Full text: From Thales to Euclid (Volume 1)

356 EUCLID 
Maximus (in the time ot‘ Tiberius) who says 1 that Plato, 
on being appealed to for a solution of the problem of doubling 
the cube, sent the inquirers to ‘ Euclid the geometer The 
mistake was seen by one Constantinus Lascaris (d. about 
1493), and the first translator to point it out clearly was 
Commandinus (in his translation of Euclid published in 1572). 
Euclid may have been a Platonist, as Proclus says, though 
this is not certain. In any case, he probably received his 
mathematical training in Athens from the pupils of Plato; 
most of the geometers who could have taught him were of 
that school. But he himself taught and founded a school 
at Alexandria, as we learn from Pappus’s statement that 
Apollonius ‘ spent a very long time with the pupils of Euclid 
at Alexandria ’. 2 Here again come in our picturesque 
Arabians, 3 who made out that the Elements were originally 
written by a man whose name was Apollonius, a carpenter, 
who wrote the work in fifteen books or sections (this idea 
seems to be based on some misunderstanding of Hypsicl.es’s 
preface to the so-called Book XIV of Euclid), and that, as 
some of the work was lost in course of time and the rest 
disarranged, one of the kings at Alexandria who desired to 
study geometry and to master this treatise in particular first 
questioned about it certain learned men who visited him, and 
then sent for Euclid, who was at that time famous as a 
geometer, and asked him to revise and complete the work 
and reduce it to order, upon which Euclid rewrote the work 
in thirteen books, thereafter known by his name. 
On the character of Euclid Pappus has a remark which, 
however, was probably influenced by his obvious animus 
against Apollonius, whose preface to the Conics seemed to him 
to give too little credit to Euclid for his earlier work in the same 
subject. Pappus contrasts Euclid’s attitude to his predecessors. 
Euclid, he says, was no such boaster or controversialist: thus 
he regarded Aristaeus as deserving credit for the discoveries 
he had made in conics, and made no attempt to anticipate 
him or to construct afresh the same system, such was his 
scrupulous fairness and his exemplary kindliness to all who 
1 viii. 12, ext. 1. 2 Pappus, vii, p. 678. 10-12. 
3 The authorities are al-Kindl, Ue institute libri Euclidis and a commen 
tary by Qadlzade on the Ashkal at-ta'sis of Ashraf Shamsaddln as-Samar- 
qandi (quoted by Casiri and Haji Khalfa).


Work task: Reproduce every record exactly as given.

Exercise data:
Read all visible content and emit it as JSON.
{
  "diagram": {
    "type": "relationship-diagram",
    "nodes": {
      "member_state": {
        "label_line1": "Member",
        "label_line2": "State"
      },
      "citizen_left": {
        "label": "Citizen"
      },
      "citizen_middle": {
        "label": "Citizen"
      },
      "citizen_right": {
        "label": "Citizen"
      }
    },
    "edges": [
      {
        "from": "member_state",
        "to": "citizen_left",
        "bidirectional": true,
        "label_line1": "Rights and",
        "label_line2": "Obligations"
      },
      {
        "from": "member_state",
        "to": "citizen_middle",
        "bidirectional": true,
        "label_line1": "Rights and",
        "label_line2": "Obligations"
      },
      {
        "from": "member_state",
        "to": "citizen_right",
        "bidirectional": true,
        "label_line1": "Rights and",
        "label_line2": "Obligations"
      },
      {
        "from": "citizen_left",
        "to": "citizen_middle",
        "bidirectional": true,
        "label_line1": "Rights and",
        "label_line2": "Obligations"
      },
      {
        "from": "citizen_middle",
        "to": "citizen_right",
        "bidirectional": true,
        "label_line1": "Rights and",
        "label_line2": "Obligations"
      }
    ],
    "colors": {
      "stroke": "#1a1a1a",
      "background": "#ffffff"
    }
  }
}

The completed task:
Read all visible content and emit it as JSON.
{
  "diagram": {
    "type": "relationship-diagram",
    "nodes": {
      "member_state": {
        "label_line1": "Member",
        "label_line2": "State"
      },
      "citizen_left": {
        "label": "Citizen"
      },
      "citizen_middle": {
        "label": "Citizen"
      },
      "citizen_right": {
        "label": "Citizen"
      }
    },
    "edges": [
      {
        "from": "member_state",
        "to": "citizen_left",
        "bidirectional": true,
        "label_line1": "Rights and",
        "label_line2": "Obligations"
      },
      {
        "from": "member_state",
        "to": "citizen_middle",
        "bidirectional": true,
        "label_line1": "Rights and",
        "label_line2": "Obligations"
      },
      {
        "from": "member_state",
        "to": "citizen_right",
        "bidirectional": true,
        "label_line1": "Rights and",
        "label_line2": "Obligations"
      },
      {
        "from": "citizen_left",
        "to": "citizen_middle",
        "bidirectional": true,
        "label_line1": "Rights and",
        "label_line2": "Obligations"
      },
      {
        "from": "citizen_middle",
        "to": "citizen_right",
        "bidirectional": true,
        "label_line1": "Rights and",
        "label_line2": "Obligations"
      }
    ],
    "colors": {
      "stroke": "#1a1a1a",
      "background": "#ffffff"
    }
  }
}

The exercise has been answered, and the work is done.